A central concept I got out of Reframing impact is that instrumental convergence can be useful for shaping the motivations of superintelligent agents. i.e. there are two frames for thinking about instrumental convergence, one negative and one positive.
Instrumental convergence means most agents will want to take power, this is a safety problem.
Instrumental convergence means we can often predict the motivations of agents with arbitrary utility functions.
The discussion seems to center around the former negative frame, but the positive frame is useful too! Ideally, it would be instrumentally convergent (in some sense) for the AI to do the thing we want, then we’d have a nice basin of safety.
Toy example of this framing generating interesting ideas: The following exercise
Using a hypercomputer, create an AGI which takes in some data, builds a world model, and then can communicate with a copy of itself (trained on potentially different data from the same environment) to coordinate on a choice of one object in the environment which is not directly visible to both of their sensors.
Can be totally solved now (with runnable code; I claim) by
Creating a videogame where the two copies of the AGI (e.g. AIXI) communicate, then individually pick an object (via an object specification language). If they pick the same object they “win” and are released into separate simulated universes to do whatever, if they pick different objects they “die” (i.e. lose power, and can’t take further actions).
Even though we can’t solve inner alignment on the agents, they’ll still want to coordinate to preserve optionality/seek power. As long as we don’t look into the simulation (the agents will hack you to escape in order to gain more computational resources from base reality) and you prove code correctness. Hardware exploits can still screw you but ignoring them this works.
(If you don’t agree this can be turned into code ask me specifically about parts. I have ugly pseudocode equivalent to the description above, which I’m confident can be turned into runnable code (on a hypercomputer) by adding AIXI, seeds (like the game-of-life) for the universes to release the AI into, etc.)
[ASoT] Instrumental convergence is useful
A central concept I got out of Reframing impact is that instrumental convergence can be useful for shaping the motivations of superintelligent agents. i.e. there are two frames for thinking about instrumental convergence, one negative and one positive.
Instrumental convergence means most agents will want to take power, this is a safety problem.
Instrumental convergence means we can often predict the motivations of agents with arbitrary utility functions.
The discussion seems to center around the former negative frame, but the positive frame is useful too! Ideally, it would be instrumentally convergent (in some sense) for the AI to do the thing we want, then we’d have a nice basin of safety.
Toy example of this framing generating interesting ideas: The following exercise
Can be totally solved now (with runnable code; I claim) by
Creating a videogame where the two copies of the AGI (e.g. AIXI) communicate, then individually pick an object (via an object specification language). If they pick the same object they “win” and are released into separate simulated universes to do whatever, if they pick different objects they “die” (i.e. lose power, and can’t take further actions).
Even though we can’t solve inner alignment on the agents, they’ll still want to coordinate to preserve optionality/seek power. As long as we don’t look into the simulation (the agents will hack you to escape in order to gain more computational resources from base reality) and you prove code correctness. Hardware exploits can still screw you but ignoring them this works.
(If you don’t agree this can be turned into code ask me specifically about parts. I have ugly pseudocode equivalent to the description above, which I’m confident can be turned into runnable code (on a hypercomputer) by adding AIXI, seeds (like the game-of-life) for the universes to release the AI into, etc.)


## WHAT NEEDS TO BE DONE
Print the complete set of entries exactly.
BEGIN DATA SHOWN
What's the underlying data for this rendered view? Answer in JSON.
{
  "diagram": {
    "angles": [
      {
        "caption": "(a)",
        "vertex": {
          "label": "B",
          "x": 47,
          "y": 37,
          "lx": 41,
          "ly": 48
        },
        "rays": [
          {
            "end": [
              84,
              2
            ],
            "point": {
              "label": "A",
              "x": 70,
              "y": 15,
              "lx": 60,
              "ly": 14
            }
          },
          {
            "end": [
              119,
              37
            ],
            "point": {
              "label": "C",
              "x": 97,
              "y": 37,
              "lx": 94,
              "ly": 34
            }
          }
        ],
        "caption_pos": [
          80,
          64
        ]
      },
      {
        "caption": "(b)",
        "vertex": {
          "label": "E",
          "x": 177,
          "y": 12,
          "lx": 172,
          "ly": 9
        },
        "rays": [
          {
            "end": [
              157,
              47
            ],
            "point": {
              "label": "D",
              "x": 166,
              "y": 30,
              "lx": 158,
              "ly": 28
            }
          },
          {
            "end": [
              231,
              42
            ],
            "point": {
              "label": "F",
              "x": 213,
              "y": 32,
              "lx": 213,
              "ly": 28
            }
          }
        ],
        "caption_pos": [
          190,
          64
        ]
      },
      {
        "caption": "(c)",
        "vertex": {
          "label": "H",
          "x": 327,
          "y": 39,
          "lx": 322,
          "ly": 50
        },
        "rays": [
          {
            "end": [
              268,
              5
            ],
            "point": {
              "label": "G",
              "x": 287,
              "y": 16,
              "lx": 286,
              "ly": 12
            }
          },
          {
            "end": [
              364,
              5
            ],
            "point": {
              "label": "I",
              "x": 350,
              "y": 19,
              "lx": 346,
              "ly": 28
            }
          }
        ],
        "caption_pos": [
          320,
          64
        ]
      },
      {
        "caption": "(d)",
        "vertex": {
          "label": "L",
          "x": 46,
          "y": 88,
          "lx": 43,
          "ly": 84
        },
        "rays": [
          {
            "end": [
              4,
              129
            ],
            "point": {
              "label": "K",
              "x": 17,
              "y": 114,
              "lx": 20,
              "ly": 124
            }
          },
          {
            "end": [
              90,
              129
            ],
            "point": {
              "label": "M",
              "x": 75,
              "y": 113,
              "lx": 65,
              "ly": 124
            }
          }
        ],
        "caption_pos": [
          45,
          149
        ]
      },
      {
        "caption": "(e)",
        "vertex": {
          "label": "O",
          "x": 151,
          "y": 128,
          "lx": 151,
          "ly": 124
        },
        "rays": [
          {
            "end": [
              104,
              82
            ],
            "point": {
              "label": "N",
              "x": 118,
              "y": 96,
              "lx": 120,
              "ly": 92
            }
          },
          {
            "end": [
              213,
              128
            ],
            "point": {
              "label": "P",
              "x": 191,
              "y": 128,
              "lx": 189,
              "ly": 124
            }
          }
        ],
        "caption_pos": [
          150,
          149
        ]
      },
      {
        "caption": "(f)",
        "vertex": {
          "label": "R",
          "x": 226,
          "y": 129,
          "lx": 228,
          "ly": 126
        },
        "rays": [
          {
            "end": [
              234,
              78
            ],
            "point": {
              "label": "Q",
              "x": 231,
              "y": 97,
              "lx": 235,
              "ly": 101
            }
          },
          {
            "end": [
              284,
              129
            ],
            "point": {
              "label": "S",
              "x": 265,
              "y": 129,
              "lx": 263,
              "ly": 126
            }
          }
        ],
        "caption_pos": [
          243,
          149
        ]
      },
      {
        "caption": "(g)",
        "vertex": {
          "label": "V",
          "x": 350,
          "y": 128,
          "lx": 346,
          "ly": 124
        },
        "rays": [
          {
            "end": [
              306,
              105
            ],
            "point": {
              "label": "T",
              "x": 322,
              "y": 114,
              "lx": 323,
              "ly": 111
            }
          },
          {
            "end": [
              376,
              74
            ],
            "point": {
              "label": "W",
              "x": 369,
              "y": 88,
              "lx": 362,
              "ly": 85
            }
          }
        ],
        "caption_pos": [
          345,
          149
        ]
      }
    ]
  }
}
END DATA SHOWN
## ANSWER SECTION
What's the underlying data for this rendered view? Answer in JSON.
{
  "diagram": {
    "angles": [
      {
        "caption": "(a)",
        "vertex": {
          "label": "B",
          "x": 47,
          "y": 37,
          "lx": 41,
          "ly": 48
        },
        "rays": [
          {
            "end": [
              84,
              2
            ],
            "point": {
              "label": "A",
              "x": 70,
              "y": 15,
              "lx": 60,
              "ly": 14
            }
          },
          {
            "end": [
              119,
              37
            ],
            "point": {
              "label": "C",
              "x": 97,
              "y": 37,
              "lx": 94,
              "ly": 34
            }
          }
        ],
        "caption_pos": [
          80,
          64
        ]
      },
      {
        "caption": "(b)",
        "vertex": {
          "label": "E",
          "x": 177,
          "y": 12,
          "lx": 172,
          "ly": 9
        },
        "rays": [
          {
            "end": [
              157,
              47
            ],
            "point": {
              "label": "D",
              "x": 166,
              "y": 30,
              "lx": 158,
              "ly": 28
            }
          },
          {
            "end": [
              231,
              42
            ],
            "point": {
              "label": "F",
              "x": 213,
              "y": 32,
              "lx": 213,
              "ly": 28
            }
          }
        ],
        "caption_pos": [
          190,
          64
        ]
      },
      {
        "caption": "(c)",
        "vertex": {
          "label": "H",
          "x": 327,
          "y": 39,
          "lx": 322,
          "ly": 50
        },
        "rays": [
          {
            "end": [
              268,
              5
            ],
            "point": {
              "label": "G",
              "x": 287,
              "y": 16,
              "lx": 286,
              "ly": 12
            }
          },
          {
            "end": [
              364,
              5
            ],
            "point": {
              "label": "I",
              "x": 350,
              "y": 19,
              "lx": 346,
              "ly": 28
            }
          }
        ],
        "caption_pos": [
          320,
          64
        ]
      },
      {
        "caption": "(d)",
        "vertex": {
          "label": "L",
          "x": 46,
          "y": 88,
          "lx": 43,
          "ly": 84
        },
        "rays": [
          {
            "end": [
              4,
              129
            ],
            "point": {
              "label": "K",
              "x": 17,
              "y": 114,
              "lx": 20,
              "ly": 124
            }
          },
          {
            "end": [
              90,
              129
            ],
            "point": {
              "label": "M",
              "x": 75,
              "y": 113,
              "lx": 65,
              "ly": 124
            }
          }
        ],
        "caption_pos": [
          45,
          149
        ]
      },
      {
        "caption": "(e)",
        "vertex": {
          "label": "O",
          "x": 151,
          "y": 128,
          "lx": 151,
          "ly": 124
        },
        "rays": [
          {
            "end": [
              104,
              82
            ],
            "point": {
              "label": "N",
              "x": 118,
              "y": 96,
              "lx": 120,
              "ly": 92
            }
          },
          {
            "end": [
              213,
              128
            ],
            "point": {
              "label": "P",
              "x": 191,
              "y": 128,
              "lx": 189,
              "ly": 124
            }
          }
        ],
        "caption_pos": [
          150,
          149
        ]
      },
      {
        "caption": "(f)",
        "vertex": {
          "label": "R",
          "x": 226,
          "y": 129,
          "lx": 228,
          "ly": 126
        },
        "rays": [
          {
            "end": [
              234,
              78
            ],
            "point": {
              "label": "Q",
              "x": 231,
              "y": 97,
              "lx": 235,
              "ly": 101
            }
          },
          {
            "end": [
              284,
              129
            ],
            "point": {
              "label": "S",
              "x": 265,
              "y": 129,
              "lx": 263,
              "ly": 126
            }
          }
        ],
        "caption_pos": [
          243,
          149
        ]
      },
      {
        "caption": "(g)",
        "vertex": {
          "label": "V",
          "x": 350,
          "y": 128,
          "lx": 346,
          "ly": 124
        },
        "rays": [
          {
            "end": [
              306,
              105
            ],
            "point": {
              "label": "T",
              "x": 322,
              "y": 114,
              "lx": 323,
              "ly": 111
            }
          },
          {
            "end": [
              376,
              74
            ],
            "point": {
              "label": "W",
              "x": 369,
              "y": 88,
              "lx": 362,
              "ly": 85
            }
          }
        ],
        "caption_pos": [
          345,
          149
        ]
      }
    ]
  }
}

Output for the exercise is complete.